I had been invited this evening by a 'Face', as they say on the circuit. Whether I have achieved that honour yet I do not know but this face belonged to Mike Watts, who as a supporter and photographer of live music is a regular on the folk circuit and beyond. He is a man (usually with his wife Gail) that can be seen at many venues, listening to any genre, but with a keen ear for the New.
He has followed the progress of Gabi Froden (particularly her collaborations with Duke Special) for a while and gave me an insight into the music.

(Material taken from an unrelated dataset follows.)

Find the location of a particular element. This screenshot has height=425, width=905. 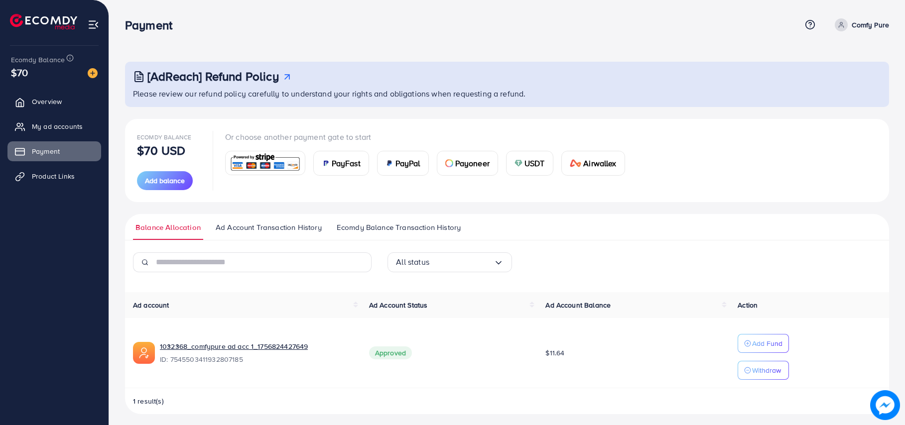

"When she takes the high notes her voice retains its fine quality but with a touch of vibrato, it just has that accuracy and tone! The most memorable night was at Belfast's Waterfront where she sang Ruby Murray's 'Jimmy Unknown' in front of two and half thousand people with a 26 piece orchestra behind her".


Phil Nelson -
First Column Management
Both Mike and I left a healthy crowd at The Water Rats with Foreign Slippers and their manager Phil 'Leveller' Nelson. I never know whether this nickname was earned because of his previous management fame or because he has that imposingly strong demeanour. Answers on a postcard...

 Although Mike and I got lost on the way home, I know we'll find each other again soon. I'm his guest at Ben Castle's gig at the Pizza Express, Soho on 8th March.

Your next chance to see/hear Foreign Slippers here in London is on the 13th March at the Islington Assembly Halls. See if you can resist the potent wave of Gabi Froden's voice and Phil Wilkinson's dark beats.